Eagle Feathers #234 – The Battle of Winter Hill
By Bob (Monty) Doherty
On September 1, 1774, residents of Winter Hill witnessed 260 of King George’s British troops disembark from the Mystic River and march over the hill to attack the Powder House.
This was the first hostile aggression of the Revolutionary War. It preceded the Battle of Lexington and Concord by nine months. The residents of this area witnessed or were part of
- The British chase of Paul Revere
- The Battle of Lexington and Concord that ended in Somerville and Winter Hill
- The Battle of Bunker Hill that ended in Somerville
- The Siege of Boston
- An American Revolutionary War training camp
- A German/Hessian prisoner of war camp
- A British prisoner of war camp
For over half of the eight–year war, Winter Hill residents suffered greatly. For the rest of the revolution, they were not called upon, but they chose to serve nevertheless. On June 17, 1775, New England’s volunteer patriots fought toe-to-toe at Bunker Hill against the best-trained troops in the world. After opposing three assaults and inflicting terrible losses on the enemy, the Americans ran out of gunpowder and were forced to withdraw to today’s East Somerville and Winter Hill.
At that time, news traveled slowly. General Washington was making his final preparations for departure from Philadelphia to take command of the newly-formed Continental Army around Boston. He was leery of leading the Colonials, believing that Lexington and Concord were only skirmishes. Then, upon hearing of the appalling losses the New England militia inflicted on the English, 1,054 British losses versus 441 American losses, he proudly determined that he would lead these men. The message which first alerted General Washington came from Captain Elijah Hide of Lebanon, New Hampshire, who was a spectator on Winter Hill during the entire action.
His account, the first to reach General Washington, follows and was printed in many newspapers including the New York Gazette on June 26, 1775.
“The American forces retreated across the cause-ways to Winter Hill, sustaining their principal loss in passing the causeway. The enemy pursued our troops to Winter Hill, where the provincials, being reinforced by General Putnam renewed the battle with great spirit, repulsed the enemy with great slaughter and pursued them till they got under cover of their cannon from their shipping, when the enemy retreated to Bunker’s Hill and the provincials to Winter Hill where, after entrenching and erecting batteries, they on Monday began to fire upon the regulars on Bunker’s Hill and on the ships and floating batteries in the harbor.”
Sir Robert Temple was a Royalist. During the battle, possession of his Temple Mansion at Ten Hills see-sawed back and forth. In the end, the Americans won Winter Hill back. With the carnage at Bunker Hill, the bloodiest battle of the Revolutionary War, the actions at the battle of Winter Hill were reduced to a footnote.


- INSTRUCTIONS TO FOLLOW
Tally up every line in the records beneath that has "bottom", and write down only the total.
==== STORED DATA
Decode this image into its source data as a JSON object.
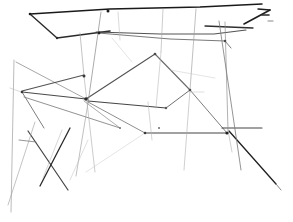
{
  "artwork": {
    "title": "Abstract straight-line pencil sketch",
    "medium": "graphite-line-drawing",
    "background_color": "#ffffff",
    "canvas": {
      "width": 293,
      "height": 222
    },
    "ink_colors": {
      "darkest": "#1a1a1a",
      "dark": "#3a3a3a",
      "mid": "#5e5e5e",
      "light": "#8e8e8e",
      "faint": "#b4b4b4",
      "very_faint": "#cfcfcf"
    }
  },
  "strokes": [
    {
      "name": "top-band-upper-edge",
      "points": "30,14 110,9 200,7 262,4",
      "color": "#1a1a1a",
      "width": 1.5,
      "opacity": 1
    },
    {
      "name": "top-band-left-chevron-upper",
      "points": "30,14 57,38",
      "color": "#2a2a2a",
      "width": 1.4,
      "opacity": 1
    },
    {
      "name": "top-band-left-chevron-lower",
      "points": "57,38 110,31",
      "color": "#2a2a2a",
      "width": 1.6,
      "opacity": 1
    },
    {
      "name": "top-band-lower-edge",
      "points": "96,32 160,34 214,34 246,30",
      "color": "#4a4a4a",
      "width": 1.1,
      "opacity": 0.95
    },
    {
      "name": "top-right-arrow-stroke",
      "points": "244,24 270,10",
      "color": "#1f1f1f",
      "width": 1.6,
      "opacity": 1
    },
    {
      "name": "top-right-arrow-barb",
      "points": "270,10 258,9",
      "color": "#1f1f1f",
      "width": 1.4,
      "opacity": 1
    },
    {
      "name": "top-right-tick-a",
      "points": "262,15 269,15",
      "color": "#2a2a2a",
      "width": 1.6,
      "opacity": 1
    },
    {
      "name": "top-right-tick-b",
      "points": "268,21 273,21",
      "color": "#6a6a6a",
      "width": 1.1,
      "opacity": 0.8
    },
    {
      "name": "band-secondary-right",
      "points": "205,26 253,28",
      "color": "#2f2f2f",
      "width": 1.3,
      "opacity": 1
    },
    {
      "name": "upper-sweep-left-to-right",
      "points": "98,33 170,39 225,41",
      "color": "#6a6a6a",
      "width": 1.0,
      "opacity": 0.9
    },
    {
      "name": "upper-sweep-continuation",
      "points": "225,41 231,48",
      "color": "#6a6a6a",
      "width": 1.0,
      "opacity": 0.9
    },
    {
      "name": "long-diagonal-topleft-to-hub",
      "points": "16,62 86,99",
      "color": "#8a8a8a",
      "width": 0.9,
      "opacity": 0.85
    },
    {
      "name": "hub-left-upper-edge",
      "points": "22,91 84,75",
      "color": "#4a4a4a",
      "width": 1.1,
      "opacity": 0.95
    },
    {
      "name": "hub-left-lower-edge",
      "points": "22,92 86,99",
      "color": "#3f3f3f",
      "width": 1.2,
      "opacity": 0.95
    },
    {
      "name": "left-node-descender",
      "points": "22,92 44,128",
      "color": "#6f6f6f",
      "width": 1.0,
      "opacity": 0.9
    },
    {
      "name": "quad-top-left-edge",
      "points": "86,99 155,54",
      "color": "#4a4a4a",
      "width": 1.1,
      "opacity": 0.95
    },
    {
      "name": "quad-top-right-edge",
      "points": "155,54 190,90",
      "color": "#5a5a5a",
      "width": 1.1,
      "opacity": 0.9
    },
    {
      "name": "quad-right-edge",
      "points": "190,90 166,108",
      "color": "#5f5f5f",
      "width": 1.0,
      "opacity": 0.9
    },
    {
      "name": "quad-bottom-edge",
      "points": "166,108 88,101",
      "color": "#3a3a3a",
      "width": 1.2,
      "opacity": 0.95
    },
    {
      "name": "hub-to-lower-right-node",
      "points": "88,102 145,133",
      "color": "#7a7a7a",
      "width": 1.0,
      "opacity": 0.85
    },
    {
      "name": "lower-quad-bottom-edge",
      "points": "145,133 227,133",
      "color": "#3a3a3a",
      "width": 1.2,
      "opacity": 0.95
    },
    {
      "name": "lower-quad-right-rise",
      "points": "227,133 190,90",
      "color": "#6a6a6a",
      "width": 1.0,
      "opacity": 0.88
    },
    {
      "name": "lower-left-triangle-edge",
      "points": "24,97 120,128",
      "color": "#7f7f7f",
      "width": 1.0,
      "opacity": 0.85
    },
    {
      "name": "lower-left-triangle-return",
      "points": "120,128 84,101",
      "color": "#8a8a8a",
      "width": 0.9,
      "opacity": 0.8
    },
    {
      "name": "right-node-horizontal",
      "points": "222,128 262,128",
      "color": "#3a3a3a",
      "width": 1.2,
      "opacity": 0.95
    },
    {
      "name": "right-node-dark-diagonal",
      "points": "229,131 276,184",
      "color": "#1f1f1f",
      "width": 1.3,
      "opacity": 1
    },
    {
      "name": "right-node-tail",
      "points": "276,184 281,190",
      "color": "#6a6a6a",
      "width": 1.0,
      "opacity": 0.8
    },
    {
      "name": "vertical-dashed-a",
      "points": "101,12 88,103",
      "color": "#8a8a8a",
      "width": 0.9,
      "opacity": 0.8
    },
    {
      "name": "vertical-dashed-a-lower",
      "points": "88,103 76,176",
      "color": "#9a9a9a",
      "width": 0.9,
      "opacity": 0.7
    },
    {
      "name": "vertical-dashed-b",
      "points": "80,33 84,76",
      "color": "#a0a0a0",
      "width": 0.9,
      "opacity": 0.7
    },
    {
      "name": "vertical-dashed-b-lower",
      "points": "84,76 95,172",
      "color": "#a8a8a8",
      "width": 0.9,
      "opacity": 0.65
    },
    {
      "name": "vertical-dashed-c",
      "points": "163,9 161,52",
      "color": "#a8a8a8",
      "width": 0.9,
      "opacity": 0.65
    },
    {
      "name": "vertical-dashed-c-lower",
      "points": "161,52 156,108",
      "color": "#b0b0b0",
      "width": 0.9,
      "opacity": 0.6
    },
    {
      "name": "vertical-dashed-d",
      "points": "196,9 190,90",
      "color": "#9a9a9a",
      "width": 0.9,
      "opacity": 0.7
    },
    {
      "name": "vertical-dashed-d-lower",
      "points": "190,90 184,170",
      "color": "#a8a8a8",
      "width": 0.9,
      "opacity": 0.6
    },
    {
      "name": "vertical-dashed-e",
      "points": "225,22 228,130",
      "color": "#8a8a8a",
      "width": 0.9,
      "opacity": 0.75
    },
    {
      "name": "vertical-dashed-e-lower",
      "points": "228,130 232,152",
      "color": "#a8a8a8",
      "width": 0.9,
      "opacity": 0.6
    },
    {
      "name": "vertical-long-right",
      "points": "219,21 241,170",
      "color": "#7a7a7a",
      "width": 1.0,
      "opacity": 0.8
    },
    {
      "name": "vertical-dashed-f",
      "points": "148,102 152,140",
      "color": "#b0b0b0",
      "width": 0.9,
      "opacity": 0.6
    },
    {
      "name": "vertical-dashed-g",
      "points": "118,12 120,40",
      "color": "#b4b4b4",
      "width": 0.9,
      "opacity": 0.55
    },
    {
      "name": "dark-x-stroke-left",
      "points": "28,131 68,190",
      "color": "#3a3a3a",
      "width": 1.2,
      "opacity": 0.95
    },
    {
      "name": "dark-x-stroke-right",
      "points": "70,128 40,186",
      "color": "#2a2a2a",
      "width": 1.3,
      "opacity": 1
    },
    {
      "name": "long-left-descender",
      "points": "14,60 11,212",
      "color": "#9a9a9a",
      "width": 0.9,
      "opacity": 0.75
    },
    {
      "name": "long-left-descender-b",
      "points": "35,122 8,205",
      "color": "#a0a0a0",
      "width": 0.9,
      "opacity": 0.7
    },
    {
      "name": "short-left-tick",
      "points": "19,140 36,142",
      "color": "#7a7a7a",
      "width": 1.0,
      "opacity": 0.8
    },
    {
      "name": "bottom-left-faint-a",
      "points": "62,130 43,178",
      "color": "#b4b4b4",
      "width": 0.9,
      "opacity": 0.6
    },
    {
      "name": "bottom-left-faint-b",
      "points": "88,140 70,180",
      "color": "#bcbcbc",
      "width": 0.9,
      "opacity": 0.55
    },
    {
      "name": "bottom-center-faint-diag",
      "points": "145,133 86,172",
      "color": "#c4c4c4",
      "width": 0.9,
      "opacity": 0.5
    },
    {
      "name": "faint-right-mid-a",
      "points": "170,70 215,78",
      "color": "#c4c4c4",
      "width": 0.9,
      "opacity": 0.5
    },
    {
      "name": "faint-right-mid-b",
      "points": "190,92 204,92",
      "color": "#bcbcbc",
      "width": 0.9,
      "opacity": 0.55
    },
    {
      "name": "faint-left-mid-a",
      "points": "10,88 24,93",
      "color": "#b4b4b4",
      "width": 0.9,
      "opacity": 0.55
    },
    {
      "name": "faint-upper-center",
      "points": "112,38 132,62",
      "color": "#c0c0c0",
      "width": 0.9,
      "opacity": 0.5
    }
  ],
  "nodes": [
    {
      "name": "node-top-band-left",
      "x": 30,
      "y": 14,
      "r": 1.3,
      "color": "#1a1a1a"
    },
    {
      "name": "node-top-band-apex",
      "x": 57,
      "y": 38,
      "r": 1.2,
      "color": "#2a2a2a"
    },
    {
      "name": "node-top-band-mid",
      "x": 108,
      "y": 11,
      "r": 1.5,
      "color": "#1a1a1a"
    },
    {
      "name": "node-band-lower-left",
      "x": 99,
      "y": 33,
      "r": 1.4,
      "color": "#1f1f1f"
    },
    {
      "name": "node-hub-center",
      "x": 86,
      "y": 99,
      "r": 1.8,
      "color": "#2a2a2a"
    },
    {
      "name": "node-hub-upper",
      "x": 84,
      "y": 76,
      "r": 1.5,
      "color": "#3a3a3a"
    },
    {
      "name": "node-left-edge",
      "x": 22,
      "y": 92,
      "r": 1.3,
      "color": "#3a3a3a"
    },
    {
      "name": "node-quad-top",
      "x": 155,
      "y": 54,
      "r": 1.3,
      "color": "#4a4a4a"
    },
    {
      "name": "node-quad-right",
      "x": 190,
      "y": 90,
      "r": 1.3,
      "color": "#4a4a4a"
    },
    {
      "name": "node-quad-bottom-right",
      "x": 166,
      "y": 108,
      "r": 1.2,
      "color": "#5a5a5a"
    },
    {
      "name": "node-lower-quad-bottom",
      "x": 145,
      "y": 133,
      "r": 1.3,
      "color": "#3a3a3a"
    },
    {
      "name": "node-right-hub",
      "x": 227,
      "y": 133,
      "r": 1.6,
      "color": "#1f1f1f"
    },
    {
      "name": "node-upper-right",
      "x": 225,
      "y": 41,
      "r": 1.3,
      "color": "#4a4a4a"
    },
    {
      "name": "node-bottom-dot",
      "x": 159,
      "y": 128,
      "r": 1.0,
      "color": "#6a6a6a"
    },
    {
      "name": "node-mid-dot",
      "x": 120,
      "y": 128,
      "r": 1.0,
      "color": "#7a7a7a"
    }
  ]
}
========
- RESULT
8